Two attempts per iteration. Miss the C zone or exceed the time limit and it doesn’t count. Fail twice on any iteration and you lose your Man Card.

Out of our entire class of experienced law enforcement officers, SWAT operators included, only two people kept their Man Cards. Let that sink in. These aren’t hobbyists. These are people who do this professionally. And the standard ate most of them alive. That’s the point.

The Rifle Is a Ferrari

Rick’s line about the carbine stuck with me: “It’s a Ferrari. Use it as such.”

We pushed out to 50 yards, using the rifle for what it was actually designed to do. Too many people treat a carbine like a pistol with a stock on it. This course broke that habit. The rifle is a precision instrument and the training made you exploit every bit of that capability.

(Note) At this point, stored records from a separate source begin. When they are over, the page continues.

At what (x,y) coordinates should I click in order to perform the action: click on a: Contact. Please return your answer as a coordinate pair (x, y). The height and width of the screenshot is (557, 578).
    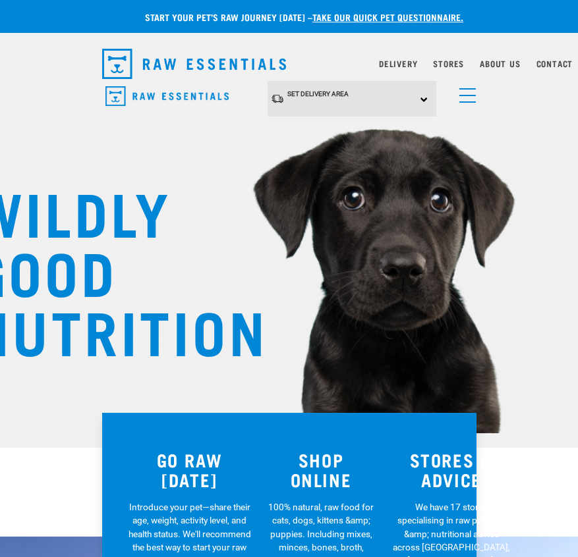
    Looking at the image, I should click on (555, 63).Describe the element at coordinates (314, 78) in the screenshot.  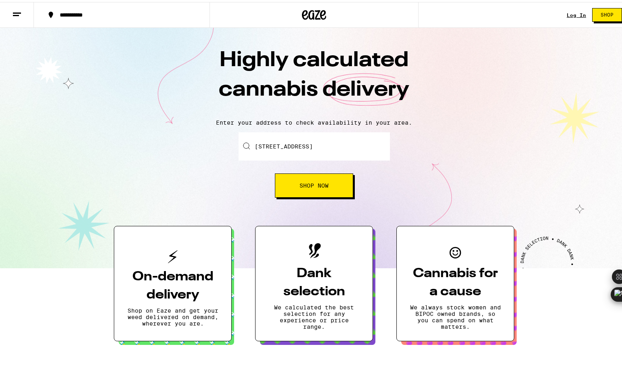
I see `h1: Highly calculated cannabis delivery` at that location.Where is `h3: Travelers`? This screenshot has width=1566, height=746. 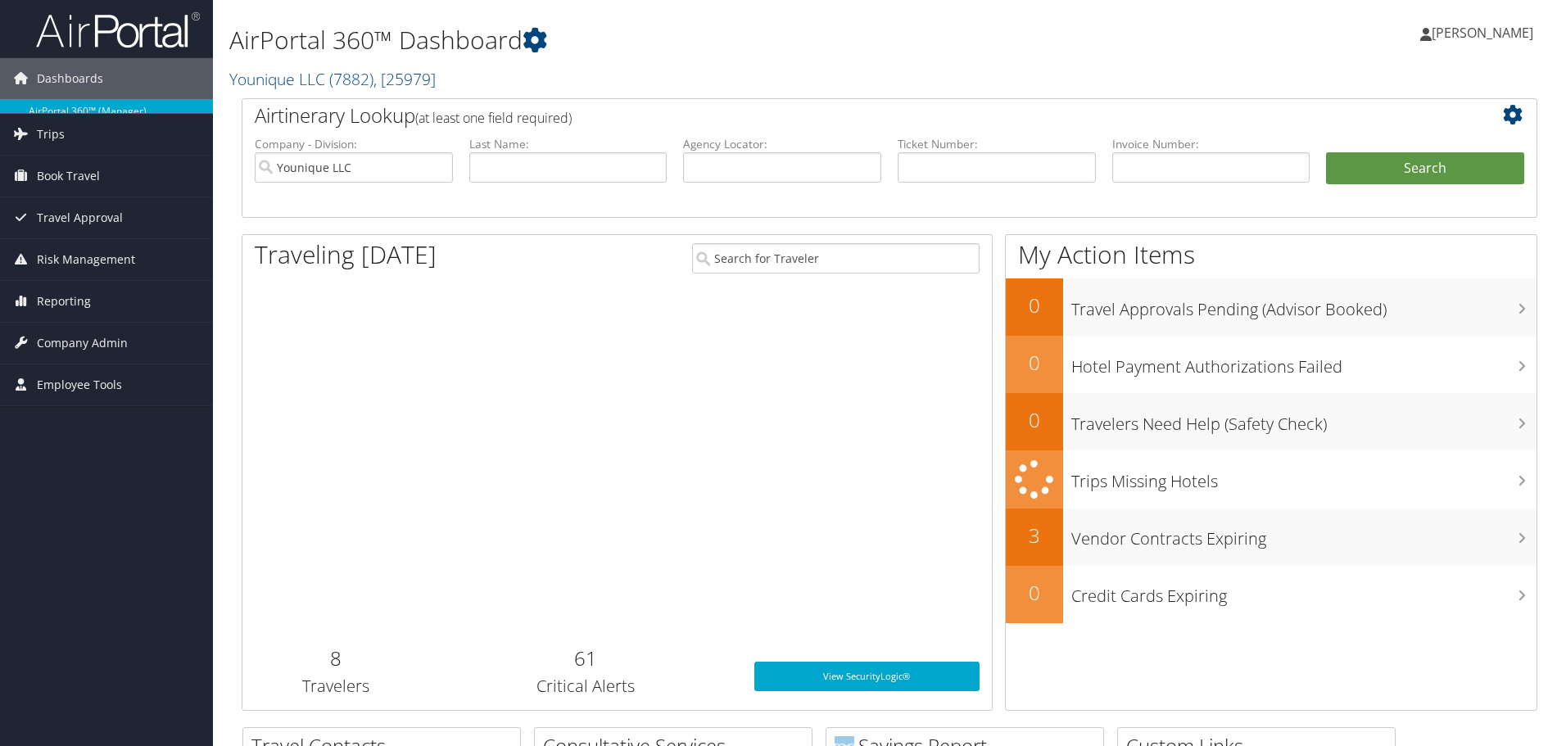
h3: Travelers is located at coordinates (336, 686).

Moving and Engaging with the Rifle

Same progression as pistol day. Multiple target engagement at distance, managing optics and sight picture across wider target arrays. Then shooting and moving with the carbine, then moving while transitioning between multiple targets. Running these drills at extended range with a longer weapon system adds real complexity. Maintaining a stable platform while displacing, keeping transitions efficient. The rifle gives you more reach but it demands more discipline.

Same Coaching Model

The instructional framework carried over from pistol day. Theory, demonstration, student reps, real-time corrections. The instructors coached every student individually, identifying breakdowns and fixing them on the spot. By the end of the day everyone knew exactly where they stood with a rifle and exactly what needed work.

What I Took Away From This

Full class group photo at Achilles Heel Tactical training Georgetown Texas Police Department
The full class at the Georgetown, TX Police Department range. Photo: Achilles Heel Tactical.

Performance on demand is not performance when comfortable. Anyone can shoot well warmed up, relaxed, shooting at their own pace. These courses rip that comfort away and show you who you actually are when it matters.

The numbers don’t lie. Hit factor, timed drills, pass/fail standards. You either meet the standard or you don’t. And now you know.

The DOPE Drill should be in every armed professional’s rotation. It’s a measurable, repeatable baseline you can track over time. If your hit factor isn’t climbing, your training plan is failing you.

Most armed professionals don’t train hard enough. Being the only security guy in a room full of cops and SWAT operators confirmed what I already knew. Our industry needs to raise the standard. Outdated qualifications aren’t preparation. They’re a liability dressed up as a credential.

Invest in real instruction from proven people. Rick Crawley and the AHT team have the background, the methodology, and the results. If you carry a gun for work, this is the kind of training that turns you into an asset instead of a question mark.

Get out of your bubble. You think you know a lot when you’re constantly around the same people, doing the same things. Then you attend a training like this and you get reality checked real quick. But that’s the whole point. Your skills jump. You’re training alongside people at the top of their field. You pick up gear points, swap tactics, build connections that last well beyond the range. That exposure by itself is worth the price of admission.

Bottom Line

Jason Essazay Mayer Security Service with Achilles Heel Tactical instructor after carbine course
Post-course with an AHT instructor. Photo: Achilles Heel Tactical.

At Mayer Security Service, we don’t coast on minimum qualifications. We go find the best training available because our clients, our team, and the people we protect deserve that.

If you’re in law enforcement, security, or you’re an armed citizen who wants to know where you actually stand, not where you think you stand, go check out Achilles Heel Tactical. The Performance Baseline courses are honest, humbling, and worth every round.

Train hard. Train honest. Perform on demand.

Mayer Security Service is a Houston-based security company delivering elite protection through continuous professional development and industry-leading training. Learn more about our services.

All photos courtesy of Achilles Heel Tactical.